The problem: A bare number is the expected answer: the count of lines in the records that contain the word "size".

Data to process:
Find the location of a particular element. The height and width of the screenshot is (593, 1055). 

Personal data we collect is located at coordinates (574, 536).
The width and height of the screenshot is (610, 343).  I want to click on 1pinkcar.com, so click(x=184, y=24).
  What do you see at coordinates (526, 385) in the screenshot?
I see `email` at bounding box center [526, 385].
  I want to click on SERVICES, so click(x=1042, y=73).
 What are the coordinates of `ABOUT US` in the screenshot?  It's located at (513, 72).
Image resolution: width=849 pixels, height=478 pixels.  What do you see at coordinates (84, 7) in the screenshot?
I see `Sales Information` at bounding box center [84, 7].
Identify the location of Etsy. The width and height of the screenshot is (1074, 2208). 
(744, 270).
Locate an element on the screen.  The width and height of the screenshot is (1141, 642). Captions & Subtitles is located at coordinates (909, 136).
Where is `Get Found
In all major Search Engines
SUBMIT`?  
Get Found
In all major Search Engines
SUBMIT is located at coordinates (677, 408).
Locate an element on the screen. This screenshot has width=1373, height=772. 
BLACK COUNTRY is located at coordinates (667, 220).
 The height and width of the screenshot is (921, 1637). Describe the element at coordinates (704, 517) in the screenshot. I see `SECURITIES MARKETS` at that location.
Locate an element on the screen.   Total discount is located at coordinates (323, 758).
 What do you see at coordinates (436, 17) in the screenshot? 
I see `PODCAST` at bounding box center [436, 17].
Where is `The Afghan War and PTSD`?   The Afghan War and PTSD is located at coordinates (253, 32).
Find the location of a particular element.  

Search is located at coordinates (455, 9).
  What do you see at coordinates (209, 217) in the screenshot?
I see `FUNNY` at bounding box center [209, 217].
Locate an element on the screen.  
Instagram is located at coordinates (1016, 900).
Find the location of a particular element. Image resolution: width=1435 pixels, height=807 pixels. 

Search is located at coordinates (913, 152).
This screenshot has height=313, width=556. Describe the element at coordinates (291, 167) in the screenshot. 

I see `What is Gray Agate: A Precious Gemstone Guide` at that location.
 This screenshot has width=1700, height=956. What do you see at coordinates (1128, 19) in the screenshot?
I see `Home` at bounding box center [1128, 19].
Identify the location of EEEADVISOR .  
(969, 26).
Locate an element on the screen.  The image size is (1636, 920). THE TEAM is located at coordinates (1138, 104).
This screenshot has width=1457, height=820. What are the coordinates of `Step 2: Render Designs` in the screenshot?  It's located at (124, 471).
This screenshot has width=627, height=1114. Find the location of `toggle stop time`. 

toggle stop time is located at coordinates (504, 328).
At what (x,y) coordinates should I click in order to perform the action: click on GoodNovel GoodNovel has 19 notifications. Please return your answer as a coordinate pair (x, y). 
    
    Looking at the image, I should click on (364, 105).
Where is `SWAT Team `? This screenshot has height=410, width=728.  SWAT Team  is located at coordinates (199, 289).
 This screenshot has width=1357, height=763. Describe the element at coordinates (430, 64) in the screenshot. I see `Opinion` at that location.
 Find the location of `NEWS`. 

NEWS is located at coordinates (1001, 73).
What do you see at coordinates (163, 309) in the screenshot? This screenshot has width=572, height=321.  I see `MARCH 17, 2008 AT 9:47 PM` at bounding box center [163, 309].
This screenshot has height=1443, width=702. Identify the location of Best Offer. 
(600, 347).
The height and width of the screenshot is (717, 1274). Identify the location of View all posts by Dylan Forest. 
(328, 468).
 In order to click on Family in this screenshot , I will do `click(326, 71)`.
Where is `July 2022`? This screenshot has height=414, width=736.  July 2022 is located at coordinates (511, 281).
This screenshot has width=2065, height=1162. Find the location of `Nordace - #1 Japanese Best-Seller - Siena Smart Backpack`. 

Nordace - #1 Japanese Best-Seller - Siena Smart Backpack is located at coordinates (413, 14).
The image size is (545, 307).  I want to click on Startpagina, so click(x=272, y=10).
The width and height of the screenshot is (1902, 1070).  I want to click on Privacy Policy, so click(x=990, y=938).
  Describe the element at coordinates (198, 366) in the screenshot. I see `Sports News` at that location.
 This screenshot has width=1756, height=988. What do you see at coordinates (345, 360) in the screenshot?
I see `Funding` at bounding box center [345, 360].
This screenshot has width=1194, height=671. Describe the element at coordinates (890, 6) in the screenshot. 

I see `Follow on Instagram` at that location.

Exercise solution: 2